The story of the investigation is interwoven with the story of Kya’s life, starting in 1952, when her mother leaves the family home after years of abuse. Kya is forced to survive emotionally and financially in their shack out on the salt marsh, and the novel is very good on the realities of poverty. Her solace is the nature all around her, and she embarks on a personal journey as a very unusual observer and chronicler of marsh life. Author Delia Owens worked for many years as a wildlife scientist, and her descriptions of the natural world give the novel a wonderful sense of place, while also highlighting the prejudice of the town towards someone who doesn’t ‘fit in’, but who loves and understands the marsh completely. A poignant tale with emotional depth, Crawdads has recently been turned into what looks like a slightly sanitised Netflix film starring Daisy Edgar-Jones.

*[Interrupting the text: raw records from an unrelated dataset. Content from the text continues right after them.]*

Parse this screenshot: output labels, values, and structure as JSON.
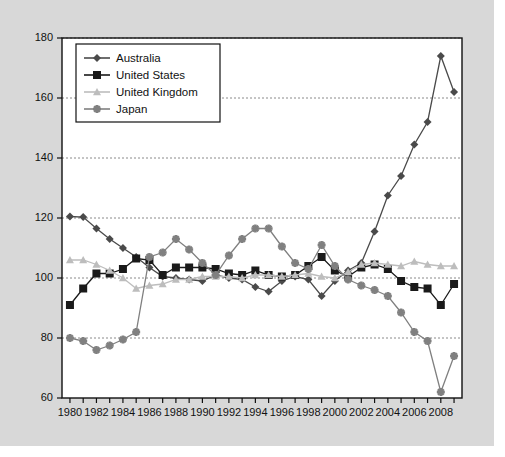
{
  "chart_data": {
    "type": "line",
    "title": "",
    "xlabel": "",
    "ylabel": "",
    "xlim": [
      1979.4,
      2009.6
    ],
    "ylim": [
      60,
      180
    ],
    "yticks": [
      60,
      80,
      100,
      120,
      140,
      160,
      180
    ],
    "ytick_labels": [
      "60",
      "80",
      "100",
      "120",
      "140",
      "160",
      "180"
    ],
    "x": [
      1980,
      1981,
      1982,
      1983,
      1984,
      1985,
      1986,
      1987,
      1988,
      1989,
      1990,
      1991,
      1992,
      1993,
      1994,
      1995,
      1996,
      1997,
      1998,
      1999,
      2000,
      2001,
      2002,
      2003,
      2004,
      2005,
      2006,
      2007,
      2008,
      2009
    ],
    "xtick_labels": [
      "1980",
      "",
      "1982",
      "",
      "1984",
      "",
      "1986",
      "",
      "1988",
      "",
      "1990",
      "",
      "1992",
      "",
      "1994",
      "",
      "1996",
      "",
      "1998",
      "",
      "2000",
      "",
      "2002",
      "",
      "2004",
      "",
      "2006",
      "",
      "2008",
      ""
    ],
    "xticks_minor_every": 1,
    "xticks_label_every": 2,
    "grid": "horizontal-dashed",
    "legend_position": "upper-left-inside",
    "series": [
      {
        "name": "Australia",
        "marker": "diamond",
        "color": "#4a4a4a",
        "values": [
          120.5,
          120.3,
          116.5,
          113.0,
          110.0,
          107.0,
          103.5,
          100.5,
          100.0,
          99.5,
          99.0,
          101.0,
          100.0,
          99.5,
          97.0,
          95.5,
          99.0,
          100.5,
          99.5,
          94.0,
          99.0,
          102.5,
          105.0,
          115.5,
          127.5,
          134.0,
          144.5,
          152.0,
          174.0,
          162.0
        ]
      },
      {
        "name": "United States",
        "marker": "square",
        "color": "#1a1a1a",
        "values": [
          91.0,
          96.5,
          101.5,
          101.5,
          103.0,
          106.5,
          106.0,
          101.0,
          103.5,
          103.5,
          103.5,
          103.0,
          101.5,
          101.0,
          102.5,
          101.0,
          100.5,
          101.0,
          104.0,
          107.0,
          102.5,
          100.5,
          103.5,
          104.5,
          103.0,
          99.0,
          97.0,
          96.5,
          91.0,
          98.0
        ]
      },
      {
        "name": "United Kingdom",
        "marker": "triangle",
        "color": "#bdbdbd",
        "values": [
          106.0,
          106.0,
          104.5,
          102.5,
          100.0,
          96.5,
          97.5,
          98.0,
          99.5,
          99.5,
          100.5,
          100.5,
          100.5,
          100.0,
          101.0,
          101.0,
          100.5,
          101.0,
          101.5,
          100.5,
          100.0,
          102.0,
          104.5,
          105.0,
          104.5,
          104.0,
          105.5,
          104.5,
          104.0,
          104.0
        ]
      },
      {
        "name": "Japan",
        "marker": "star",
        "color": "#808080",
        "values": [
          80.0,
          79.0,
          76.0,
          77.5,
          79.5,
          82.0,
          107.0,
          108.5,
          113.0,
          109.5,
          105.0,
          101.0,
          107.5,
          113.0,
          116.5,
          116.5,
          110.5,
          105.0,
          103.0,
          111.0,
          104.0,
          99.5,
          97.5,
          96.0,
          94.0,
          88.5,
          82.0,
          79.0,
          62.0,
          74.0
        ]
      }
    ]
  }
}
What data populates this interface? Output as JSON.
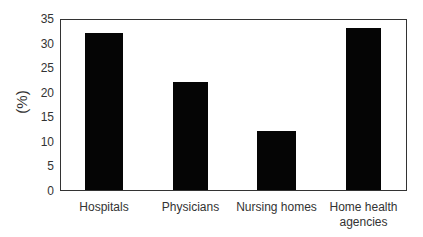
{
  "chart_data": {
    "type": "bar",
    "title": "",
    "xlabel": "",
    "ylabel": "(%)",
    "categories": [
      "Hospitals",
      "Physicians",
      "Nursing homes",
      "Home health agencies"
    ],
    "category_lines": [
      [
        "Hospitals"
      ],
      [
        "Physicians"
      ],
      [
        "Nursing homes"
      ],
      [
        "Home health",
        "agencies"
      ]
    ],
    "values": [
      32,
      22,
      12,
      33
    ],
    "ylim": [
      0,
      35
    ],
    "yticks": [
      0,
      5,
      10,
      15,
      20,
      25,
      30,
      35
    ],
    "grid": false,
    "legend": null,
    "bar_color": "#050505"
  }
}
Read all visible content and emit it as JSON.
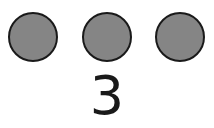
{
  "counting_card": {
    "dots": [
      {
        "shape": "circle",
        "fill": "#858585"
      },
      {
        "shape": "circle",
        "fill": "#858585"
      },
      {
        "shape": "circle",
        "fill": "#858585"
      }
    ],
    "count_label": "3",
    "colors": {
      "dot_fill": "#858585",
      "outline": "#1a1a1a",
      "background": "#ffffff"
    }
  }
}
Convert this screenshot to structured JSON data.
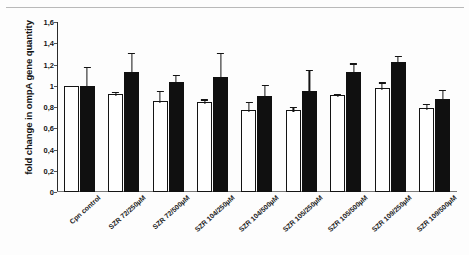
{
  "chart_data": {
    "type": "bar",
    "title": "",
    "xlabel": "",
    "ylabel": "fold change in  ompA gene quantity",
    "ylim": [
      0,
      1.6
    ],
    "ytick_labels": [
      "1,6",
      "1,4",
      "1,2",
      "1",
      "0,8",
      "0,6",
      "0,4",
      "0,2",
      "0"
    ],
    "ytick_values": [
      1.6,
      1.4,
      1.2,
      1.0,
      0.8,
      0.6,
      0.4,
      0.2,
      0
    ],
    "grid": false,
    "legend": "none",
    "categories": [
      "Cpn control",
      "SZR 72/250µM",
      "SZR 72/500µM",
      "SZR 104/250µM",
      "SZR 104/500µM",
      "SZR 105/250µM",
      "SZR 105/500µM",
      "SZR 109/250µM",
      "SZR 109/500µM"
    ],
    "series": [
      {
        "name": "white-bar",
        "fill": "#ffffff",
        "edge": "#141414",
        "values": [
          1.0,
          0.92,
          0.86,
          0.85,
          0.77,
          0.77,
          0.91,
          0.98,
          0.79
        ],
        "errors": [
          0.0,
          0.04,
          0.11,
          0.04,
          0.1,
          0.05,
          0.03,
          0.07,
          0.06
        ]
      },
      {
        "name": "black-bar",
        "fill": "#101010",
        "edge": "#101010",
        "values": [
          1.0,
          1.13,
          1.04,
          1.08,
          0.9,
          0.95,
          1.13,
          1.22,
          0.88
        ],
        "errors": [
          0.2,
          0.2,
          0.08,
          0.25,
          0.13,
          0.22,
          0.1,
          0.08,
          0.1
        ]
      }
    ]
  }
}
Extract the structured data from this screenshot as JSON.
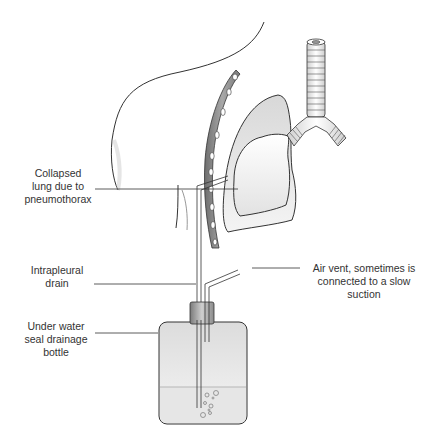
{
  "diagram": {
    "type": "medical-illustration",
    "labels": [
      {
        "id": "collapsed-lung",
        "lines": [
          "Collapsed",
          "lung due to",
          "pneumothorax"
        ]
      },
      {
        "id": "intrapleural-drain",
        "lines": [
          "Intrapleural",
          "drain"
        ]
      },
      {
        "id": "under-water-seal",
        "lines": [
          "Under water",
          "seal drainage",
          "bottle"
        ]
      },
      {
        "id": "air-vent",
        "lines": [
          "Air vent, sometimes is",
          "connected to a slow",
          "suction"
        ]
      }
    ],
    "colors": {
      "outline": "#333333",
      "fill_light": "#f2f2f2",
      "fill_mid": "#d9d9d9",
      "rib": "#8a8a8a",
      "water": "#e8e8e8",
      "leader": "#333333"
    }
  }
}
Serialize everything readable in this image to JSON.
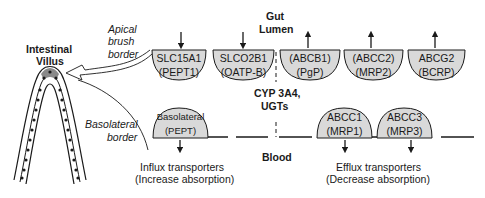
{
  "labels": {
    "villus_title_1": "Intestinal",
    "villus_title_2": "Villus",
    "apical_1": "Apical",
    "apical_2": "brush",
    "apical_3": "border",
    "basolateral_1": "Basolateral",
    "basolateral_2": "border",
    "gut_1": "Gut",
    "gut_2": "Lumen",
    "cyp_1": "CYP 3A4,",
    "cyp_2": "UGTs",
    "blood": "Blood",
    "influx_1": "Influx transporters",
    "influx_2": "(Increase absorption)",
    "efflux_1": "Efflux transporters",
    "efflux_2": "(Decrease absorption)"
  },
  "apical_transporters": [
    {
      "line1": "SLC15A1",
      "line2": "(PEPT1)",
      "direction": "in"
    },
    {
      "line1": "SLCO2B1",
      "line2": "(OATP-B)",
      "direction": "in"
    },
    {
      "line1": "(ABCB1)",
      "line2": "(PgP)",
      "direction": "out"
    },
    {
      "line1": "(ABCC2)",
      "line2": "(MRP2)",
      "direction": "out"
    },
    {
      "line1": "ABCG2",
      "line2": "(BCRP)",
      "direction": "out"
    }
  ],
  "basolateral_transporters": [
    {
      "line1": "Basolateral",
      "line2": "(PEPT)",
      "direction": "down"
    },
    {
      "line1": "ABCC1",
      "line2": "(MRP1)",
      "direction": "down"
    },
    {
      "line1": "ABCC3",
      "line2": "(MRP3)",
      "direction": "down"
    }
  ],
  "colors": {
    "transporter_fill": "#d9d9d9",
    "stroke": "#1a1a1a",
    "text": "#1a1a1a"
  }
}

The novel’s North Carolina setting and depictions of class lead me neatly onto a real-life case that’s just reached a judicial conclusion in South Carolina.

Murdaugh Murders Podcast

Earlier this week, South Carolina lawyer Alex Murdaugh was found guilty of killing his wife and son, Maggie and Paul Murdaugh, and has been sentenced to life in prison without parole.

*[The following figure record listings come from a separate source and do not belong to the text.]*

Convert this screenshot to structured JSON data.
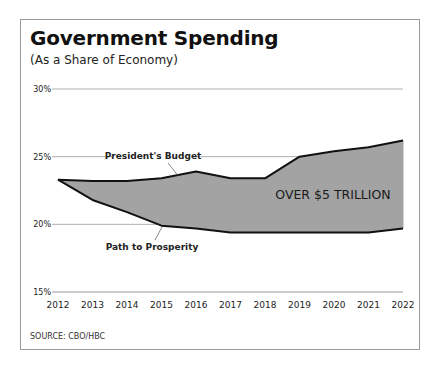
{
  "header": {
    "title": "Government Spending",
    "subtitle": "(As a Share of Economy)"
  },
  "footer": {
    "source": "SOURCE: CBO/HBC"
  },
  "chart_data": {
    "type": "area",
    "title": "Government Spending",
    "subtitle": "(As a Share of Economy)",
    "xlabel": "",
    "ylabel": "",
    "x": [
      2012,
      2013,
      2014,
      2015,
      2016,
      2017,
      2018,
      2019,
      2020,
      2021,
      2022
    ],
    "x_tick_labels": [
      "2012",
      "2013",
      "2014",
      "2015",
      "2016",
      "2017",
      "2018",
      "2019",
      "2020",
      "2021",
      "2022"
    ],
    "y_ticks": [
      15,
      20,
      25,
      30
    ],
    "y_tick_labels": [
      "15%",
      "20%",
      "25%",
      "30%"
    ],
    "ylim": [
      15,
      30
    ],
    "grid": true,
    "series": [
      {
        "name": "President's Budget",
        "values": [
          23.3,
          23.2,
          23.2,
          23.4,
          23.9,
          23.4,
          23.4,
          25.0,
          25.4,
          25.7,
          26.2
        ]
      },
      {
        "name": "Path to Prosperity",
        "values": [
          23.3,
          21.8,
          20.9,
          19.9,
          19.7,
          19.4,
          19.4,
          19.4,
          19.4,
          19.4,
          19.7
        ]
      }
    ],
    "fill_between": {
      "upper": "President's Budget",
      "lower": "Path to Prosperity",
      "color": "#a3a3a3"
    },
    "annotations": [
      {
        "text": "President's Budget",
        "target_series": "President's Budget",
        "target_x": 2016
      },
      {
        "text": "Path to Prosperity",
        "target_series": "Path to Prosperity",
        "target_x": 2015
      },
      {
        "text": "OVER $5 TRILLION",
        "x": 2020,
        "y": 23.0
      }
    ],
    "colors": {
      "fill": "#a3a3a3",
      "line": "#111111",
      "grid": "#9a9a9a"
    },
    "source": "SOURCE: CBO/HBC"
  }
}
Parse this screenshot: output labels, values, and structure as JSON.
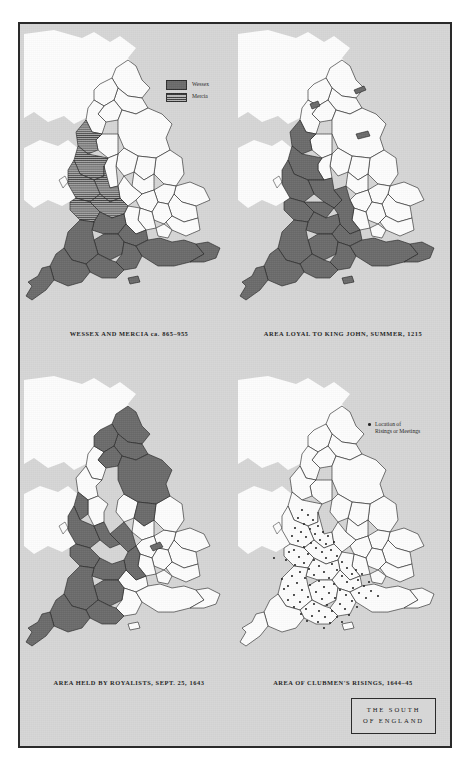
{
  "figure": {
    "title_line1": "THE  SOUTH",
    "title_line2": "OF ENGLAND",
    "background_color": "#d6d6d6",
    "frame_color": "#2a2a2a",
    "fill_color": "#6a6a6a",
    "unfilled_color": "#fdfdfd",
    "outline_color": "#1f1f1f",
    "dot_color": "#242424"
  },
  "panels": [
    {
      "id": "wessex-mercia",
      "caption": "WESSEX AND MERCIA ca. 865–955",
      "legend": {
        "items": [
          {
            "label": "Wessex",
            "style": "solid"
          },
          {
            "label": "Mercia",
            "style": "hatched"
          }
        ]
      }
    },
    {
      "id": "king-john",
      "caption": "AREA LOYAL TO KING JOHN, SUMMER, 1215",
      "legend": null
    },
    {
      "id": "royalists",
      "caption": "AREA HELD BY ROYALISTS, SEPT. 25, 1643",
      "legend": null
    },
    {
      "id": "clubmen",
      "caption": "AREA OF CLUBMEN'S RISINGS, 1644–45",
      "legend": {
        "marker": "dot",
        "label_line1": "Location of",
        "label_line2": "Risings or Meetings"
      }
    }
  ]
}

But in all honesty, that news is just the tip of a very big iceberg…

The Murdaugh murder case is an grimly fascinating example of where entrenched entitlement, privilege and power can lead. Alex belongs to the wealthy Murdaugh dynasty, which for the last 100 years has maintained a lucrative, iron grip on the judicial system in South Carolina’s impoverished Low Country (very similar to the setting of Owen’s novel).

While outwardly respectable, the family has been linked to five deaths since 2015: those of Stephen Smith, a young gay man who was a high school friend of Alex’s eldest son Buster Murdaugh; Gloria Satterfield, the Murdaugh family housekeeper; Mallory Beach, a young friend of Paul Murdaugh, who died following a crash in a boat he was piloting — and then Paul and his mother Maggie. Alex’s motive for committing the latter two murders seems to have been financial: the investigations into the boat crash and his wife’s divorce plans threatened to reveal Alex’s embezzlement of at least $8 million from his law firm and its clients, who included Gloria Satterfield’s sons (he pocketed the compensation settlement for her death).

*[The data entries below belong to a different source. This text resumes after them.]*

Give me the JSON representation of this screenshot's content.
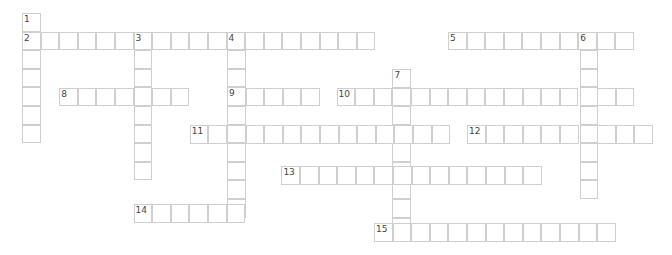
{
  "puzzle": {
    "cell_size": 18.6,
    "border_color": "#cfcfcf",
    "number_color": "#444444",
    "words": [
      {
        "number": "1",
        "direction": "down",
        "x": 22,
        "y": 13,
        "length": 7
      },
      {
        "number": "2",
        "direction": "across",
        "x": 22,
        "y": 31.6,
        "length": 19
      },
      {
        "number": "3",
        "direction": "down",
        "x": 133.6,
        "y": 31.6,
        "length": 8
      },
      {
        "number": "4",
        "direction": "down",
        "x": 227,
        "y": 31.6,
        "length": 10
      },
      {
        "number": "5",
        "direction": "across",
        "x": 448,
        "y": 31.6,
        "length": 10
      },
      {
        "number": "6",
        "direction": "down",
        "x": 579.6,
        "y": 31.6,
        "length": 9
      },
      {
        "number": "7",
        "direction": "down",
        "x": 392.4,
        "y": 69,
        "length": 9
      },
      {
        "number": "8",
        "direction": "across",
        "x": 59.2,
        "y": 87.6,
        "length": 7
      },
      {
        "number": "9",
        "direction": "across",
        "x": 227,
        "y": 87.6,
        "length": 5
      },
      {
        "number": "10",
        "direction": "across",
        "x": 336.6,
        "y": 87.6,
        "length": 16
      },
      {
        "number": "11",
        "direction": "across",
        "x": 189.8,
        "y": 125,
        "length": 14
      },
      {
        "number": "12",
        "direction": "across",
        "x": 467,
        "y": 125,
        "length": 10
      },
      {
        "number": "13",
        "direction": "across",
        "x": 281.4,
        "y": 166,
        "length": 14
      },
      {
        "number": "14",
        "direction": "across",
        "x": 133.6,
        "y": 204,
        "length": 6
      },
      {
        "number": "15",
        "direction": "across",
        "x": 374,
        "y": 223,
        "length": 13
      }
    ]
  }
}
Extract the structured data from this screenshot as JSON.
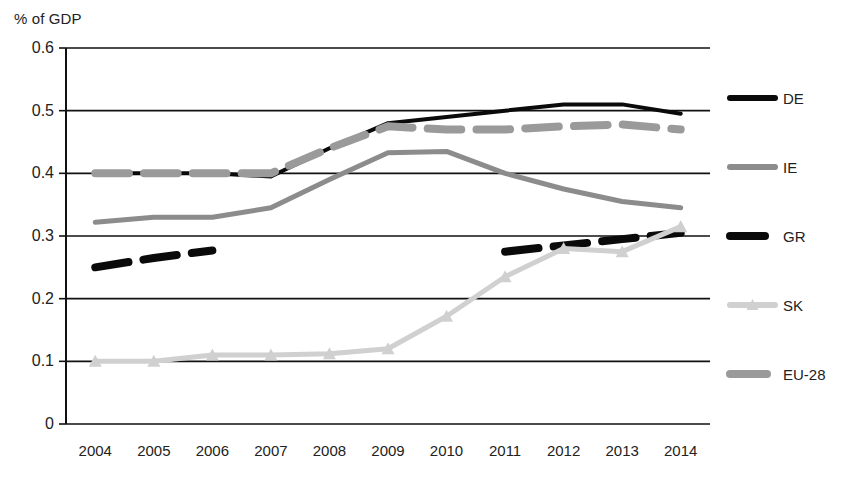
{
  "chart_data": {
    "type": "line",
    "title": "",
    "subtitle": "",
    "ylabel": "% of GDP",
    "xlabel": "",
    "x": [
      "2004",
      "2005",
      "2006",
      "2007",
      "2008",
      "2009",
      "2010",
      "2011",
      "2012",
      "2013",
      "2014"
    ],
    "categories": [
      "2004",
      "2005",
      "2006",
      "2007",
      "2008",
      "2009",
      "2010",
      "2011",
      "2012",
      "2013",
      "2014"
    ],
    "ylim": [
      0,
      0.6
    ],
    "yticks": [
      "0",
      "0.1",
      "0.2",
      "0.3",
      "0.4",
      "0.5",
      "0.6"
    ],
    "ytick_values": [
      0,
      0.1,
      0.2,
      0.3,
      0.4,
      0.5,
      0.6
    ],
    "grid": "horizontal",
    "legend_position": "right",
    "series": [
      {
        "name": "DE",
        "color": "#0a0a0a",
        "style": "solid",
        "width": 4,
        "marker": "none",
        "values": [
          0.4,
          0.4,
          0.4,
          0.395,
          0.44,
          0.48,
          0.49,
          0.5,
          0.51,
          0.51,
          0.495
        ]
      },
      {
        "name": "IE",
        "color": "#8c8c8c",
        "style": "solid",
        "width": 5,
        "marker": "none",
        "values": [
          0.322,
          0.33,
          0.33,
          0.345,
          0.39,
          0.433,
          0.435,
          0.4,
          0.375,
          0.355,
          0.345
        ]
      },
      {
        "name": "GR",
        "color": "#0a0a0a",
        "style": "dashed",
        "width": 8,
        "marker": "none",
        "values": [
          0.25,
          0.265,
          0.277,
          null,
          null,
          null,
          null,
          0.275,
          0.285,
          0.295,
          0.305
        ]
      },
      {
        "name": "SK",
        "color": "#d0d0d0",
        "style": "solid",
        "width": 5,
        "marker": "triangle",
        "values": [
          0.1,
          0.1,
          0.11,
          0.11,
          0.112,
          0.12,
          0.172,
          0.235,
          0.28,
          0.275,
          0.315
        ]
      },
      {
        "name": "EU-28",
        "color": "#9a9a9a",
        "style": "dashed",
        "width": 8,
        "marker": "none",
        "values": [
          0.4,
          0.4,
          0.4,
          0.4,
          0.44,
          0.475,
          0.47,
          0.47,
          0.475,
          0.478,
          0.47
        ]
      }
    ]
  },
  "legend": {
    "items": [
      {
        "label": "DE"
      },
      {
        "label": "IE"
      },
      {
        "label": "GR"
      },
      {
        "label": "SK"
      },
      {
        "label": "EU-28"
      }
    ]
  }
}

As the lawyer acting for the Satterfield sons says, Alex Murdaugh is ‘a really, really, really, really, REALLY bad man’. Generations of privilege and untouchability produced an incredibly toxic individual, and it’s actually quite remarkable that (partial) justice has now been served. Several investigations are still ongoing.

There are HBO and Netflix documentaries on the case, but I’ve been dipping into the Murdaugh Murders podcast by South Carolina journalist Mandy Matney, who has been reporting tenaciously on the case since 2019, and whose research unearthed some crucial information — just one of the reasons why small-town journalism needs to be supported and maintained…

This prequel to 2018’s Mystery Road  matter-of-factly entitled Mystery Road: Origin — is every bit as good as that first series.

Here’s Jay Swan as a young man in 1999, returning from police training in the city to the outback mining town of Jardine where he grew up. It’s not the easiest of homecomings, as Jay has to negotiate the tensions his presence as an indigenous policeman create in both the white and Aboriginal communities — the latter including his father and brother. And then there’s a cold case involving the death of a young indigenous man, and a present day suicide that doesn’t quite add up…

Against this backdrop, Jay starts getting to know Mary Allen, and each in their own way begins the painstaking process of uncovering the town’s secrets, which have been festering away for decades. The way in which affable Aussie banter and mateyness masks deep-rooted racism and violence is particularly well done.

Both of the young leads — Mark Coles Smith as Jay and Tuuli Narkle as Mary — are excellent, and they’re supported by a top-notch cast (especially Mary’s mum and police chief Peter). As ever, the writing and cinematography are great too.

I saw the series on BBC iPlayer, where it’s available for another 10 months.